After I created the flip the overall pattern sort reminds me of the Free Mason's logo and the all seeing eye but I didn't intend that.
Ed, a Zen question for you - why does there have to be a why? Isn't it enough to elicit an emotional response from viewers of your work? I don't think everyone wonders why or how, they just appreciate or not. When I am moved by a work of art, like a beautiful sunset, I don't ask either question. In the context of a critque forum it makes sense to ask how, but why seems to me to be a personal issue that needs no justification. To me, vision is either there or not, it doesn't need to be intellectualized. Of course, I could be wrong...

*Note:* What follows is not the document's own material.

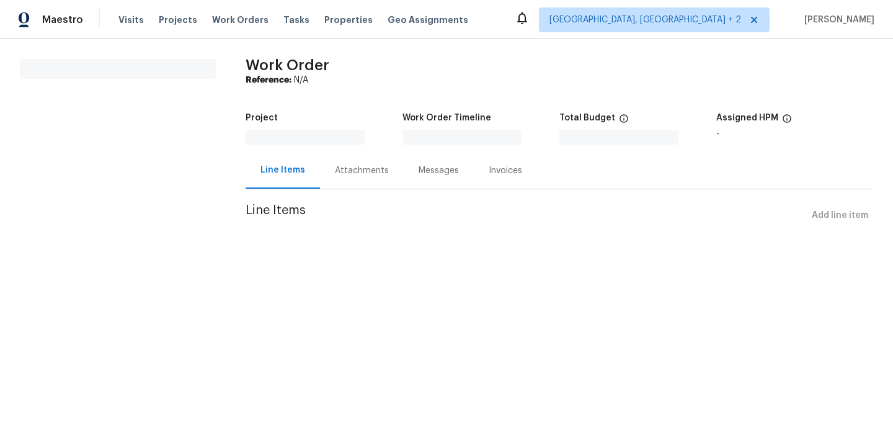  Describe the element at coordinates (348, 20) in the screenshot. I see `span: Properties` at that location.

First, let me say that I don't wish to hijack someone else's post with a philosophical discussion so I will try to briefly explain my views.

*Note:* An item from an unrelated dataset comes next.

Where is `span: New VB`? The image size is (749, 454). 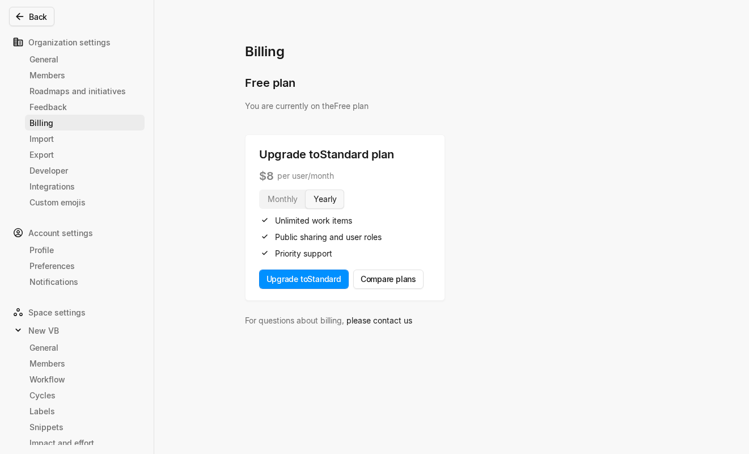
span: New VB is located at coordinates (44, 330).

Because I think that the why is what separates the photo from the snapshot. Now that may be spitting hairs, I admit. The person who jumps out of the car, races out to Glacier Point, snaps a few pictures of the valley below and moves on is not thinking why or how. When we take an image into post-processing, I feel it should be with the goal of making it better. Making it different is not enough. We have so much software available at our fingertips that sometimes I believe the reason for doing something can be summed up as because I can and not to make the image necessarily better. I keep underlining I because I can only speak for myself.

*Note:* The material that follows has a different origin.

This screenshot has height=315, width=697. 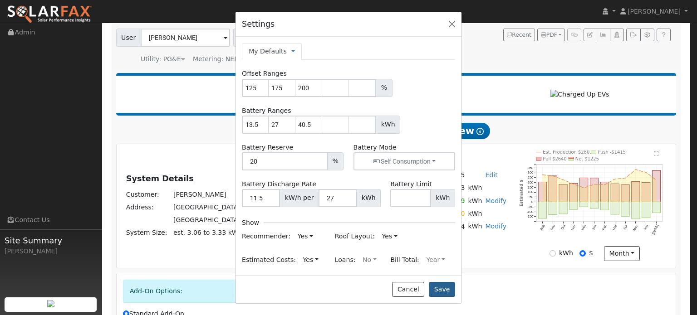 I want to click on label: Battery Limit, so click(x=411, y=184).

Maybe. I want all my work to elicit an emotional response. You can love it. You can hate it. Just don't say it's nice. Nice is damning it with faint praise. As you scan through the forums, how many images do you truly remember? I would content they are the images that you either really loved or really didn't. The ones in the middle get lost. I agree not everyone wonders why. But I do think that the person looking at it as art is more likely to. And I do think that the artist should, at some level, know why she/he made the image.
I agree that you don't have to justify why. But I do think you should be able to answer why.
I don't know that intellectualize is necessarily the right word. My academic training those many years ago was in psychology and my relatively newfound love of photography has stirred an interest in understand the creative process as it applies to photography. I am reminded of a quote from Susan Sontag's "On Photography". She said "photography has become almost as widely practiced an amusement as sex and dancing - which means that, like every mass art form, photography is not practiced by most people as an art." I am interested in the art of photography.
... and so could I! ;):)
I have drifted far afield from Joel's original post and for that, I apologize.
I would say there's room for both: being deeply seriously artistic and just being spontaneous, crazy and having fun! Neither right nor wrong.
I agree, and thanks Ed for the discussion!
The final word is yours, Joel! Glad you took the critique and discussion in the spirit it was meant to be. See ya down the board.